The first film I saw at the festival this year, Taqwacore played well to a partially hometown audience [several subjects were in the house, and there was a performance to follow at a diner down the street]. Essentially, Taqwacore: The Birth of Punk Islam is a doc about what happens when a bunch of Muslim kids in the states, inspired by a 2003 novel about Islamic punk kids by disaffected white Muslim convert Michael Muhammad Knight called The Taqwacores, start hardcore bands, subsequently go on tour, then land in lassitude in Lahore.

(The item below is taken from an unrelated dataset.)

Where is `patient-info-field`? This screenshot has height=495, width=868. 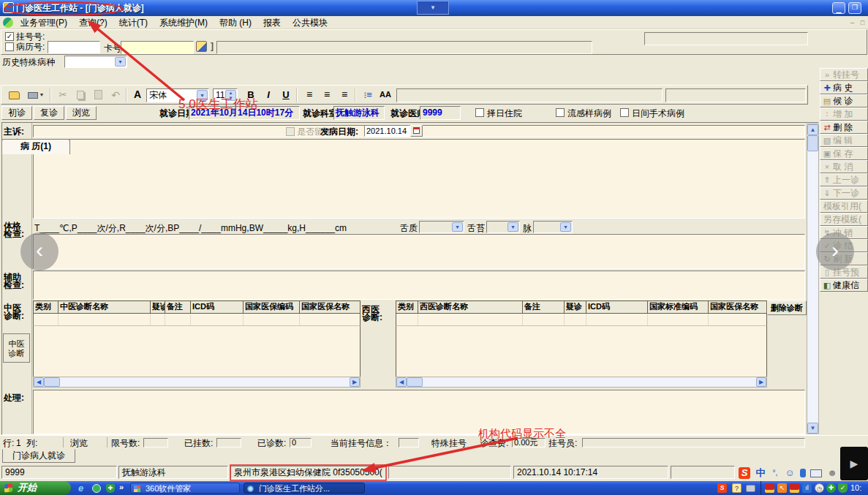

"Taqwa" means, roughly, "God consciousness," with hardcore's suffix grafted to the end. However, the transplant only sorta takes. The doc is entertaining, with a good sense of humor [witness the disastrous show at ISNA in Chicago, where the punk rock kids observe of the local constabulary come to bust things up, "Pigs aren't haram."]. But it feels like a missed opportunity.
The cinetrix won't go all topical, observing that the so-called Times Square bomber comes from a family of means and benefited from western educational opportunities and yadda yadda. But! My scribbled notes from the screening include the words "slightly bratty" and "spoiled!" Which are aspects of this "movement" worth considering and is where the doc falls down.
The filmmakers should be lauded for their inclusion of the openly queer drag king Sena Hussain, but I'd argue the real story is not gender but class privilege. Namely, the author of The Taqwacores comes to Islam from a grim, abusive, rough-and-tumble working class upbringing. It's said that with his novel "he wrote the future," but in the doc Knight gets grouped with born-and-raised punk ayatollahs, whose immigrant parents are white-collar professionals ensconced in bedroom communities.
Yet the film does nothing with this class disconnect, which only becomes more pronounced once the action shifts to Pakistan. These punk rockers from good families get lost in a haze of hash and privilege, lolling about in the cocoon of misbehavior money affords them there while Knight partakes in truly hardcore Sufi self-flagellation ceremonies and revisits the holy sites so important to his conversion, and perhaps salvation, as a teen.
I don't doubt for a second that, as one song's lyrics claim, "Muhammad was a punk rocker. You know he tore shit up." But ultimately the petit bourgeois rebellion we see these Taqwacores-after-the-fact espouse comes off more Hot Topic than true punk rock.